• Task item: Write out exactly the lines below from the one containing "pyautogui.click(x=<x>, y=<y>)" to the last, both ends kept, and nothing more; skip all pictures.

• Entries taken from a collection:
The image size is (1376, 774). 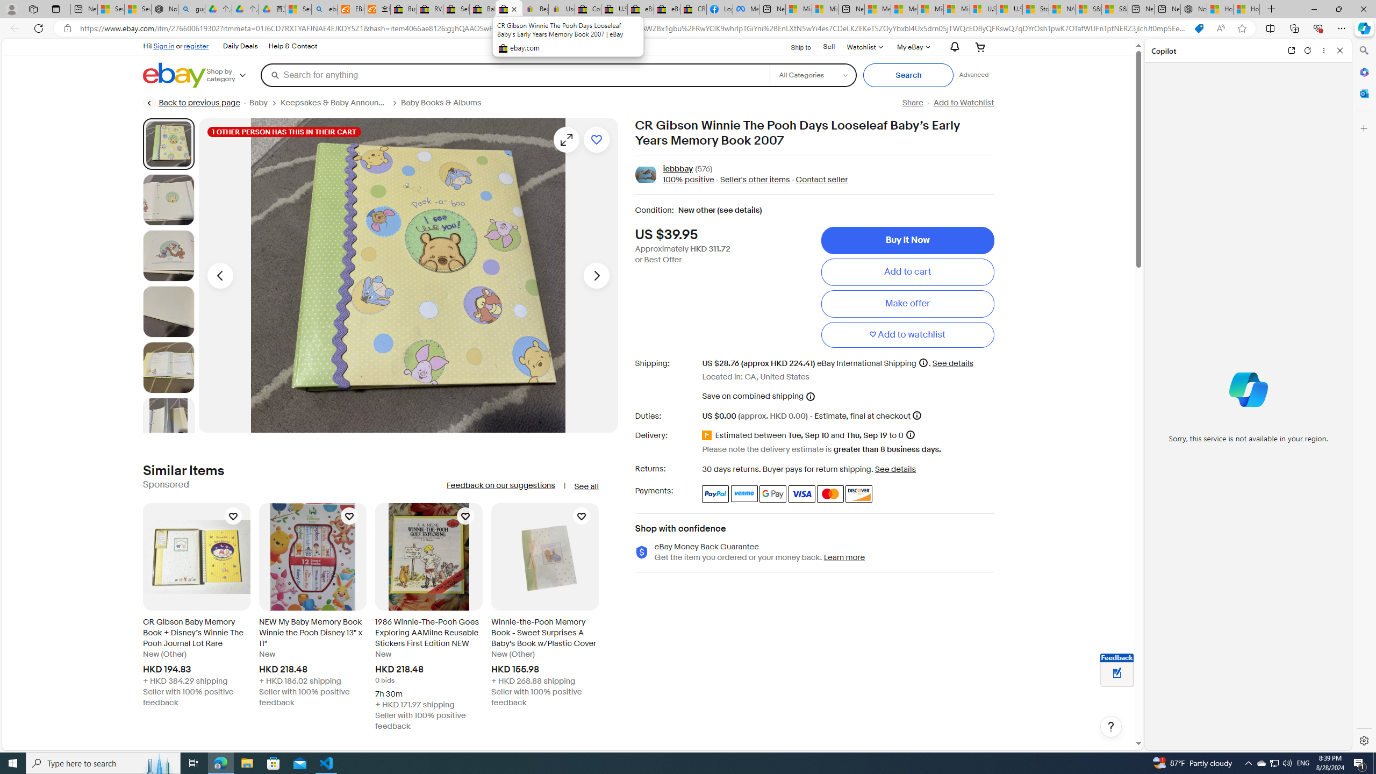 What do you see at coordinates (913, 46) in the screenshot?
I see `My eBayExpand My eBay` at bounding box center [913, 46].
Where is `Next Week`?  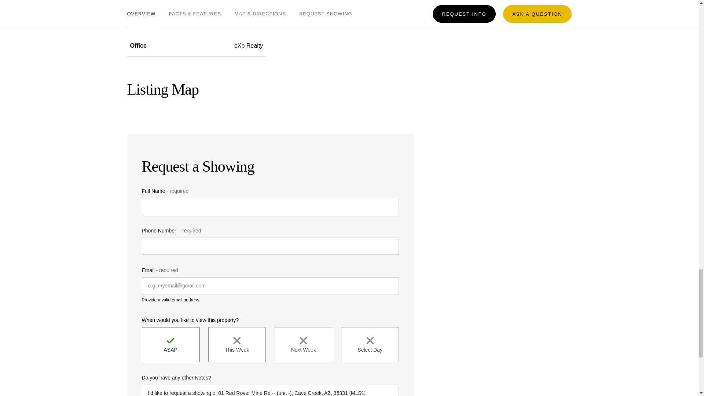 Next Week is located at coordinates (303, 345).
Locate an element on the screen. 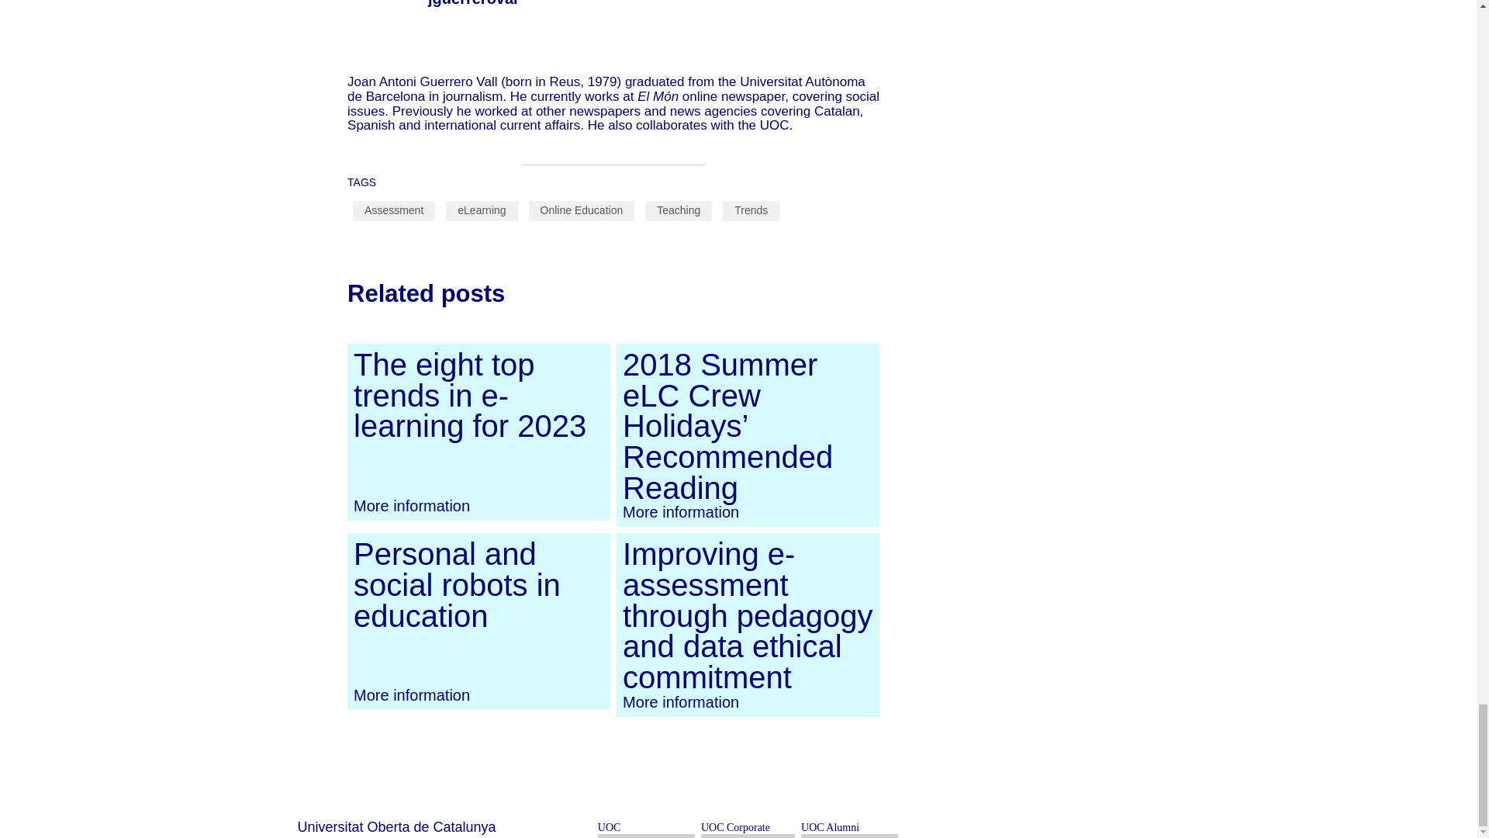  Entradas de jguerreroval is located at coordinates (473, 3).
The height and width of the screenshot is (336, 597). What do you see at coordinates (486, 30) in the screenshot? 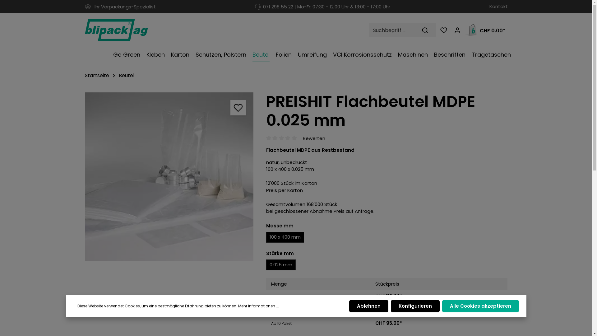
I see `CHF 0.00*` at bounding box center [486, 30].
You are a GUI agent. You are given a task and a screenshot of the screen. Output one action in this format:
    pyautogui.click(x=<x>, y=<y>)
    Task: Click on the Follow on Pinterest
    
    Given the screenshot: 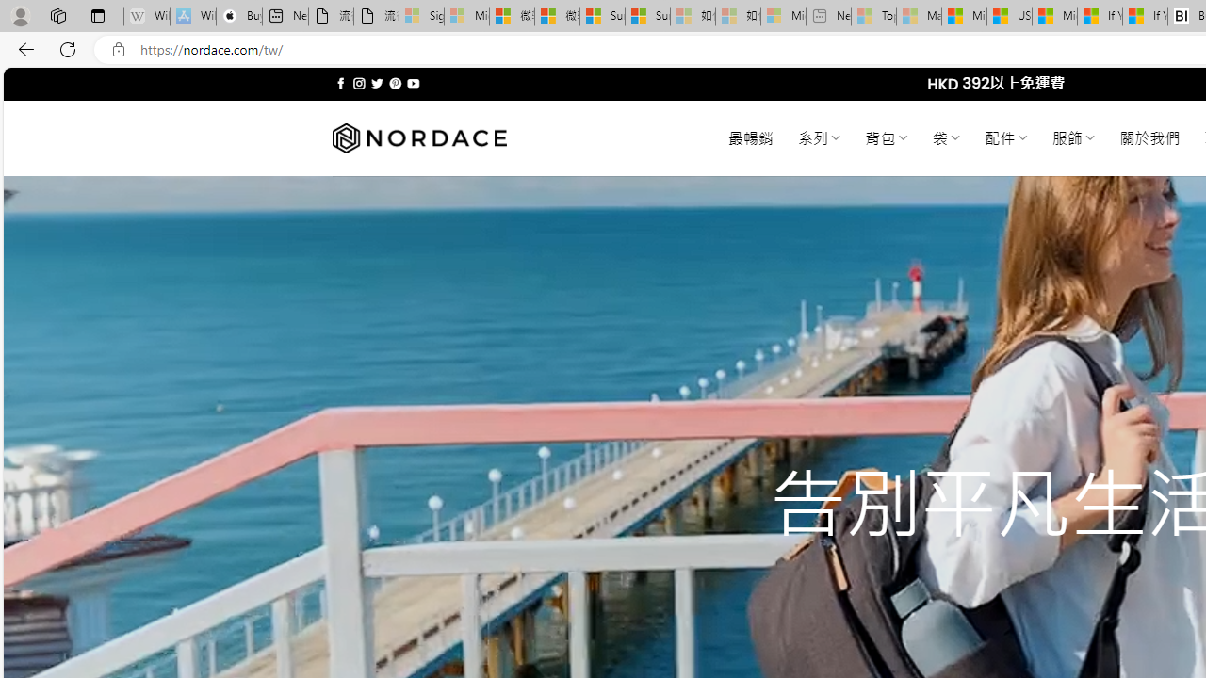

• Reply:
    pyautogui.click(x=<x>, y=<y>)
    Task: Click on the Follow on Pinterest
    
    Given the screenshot: 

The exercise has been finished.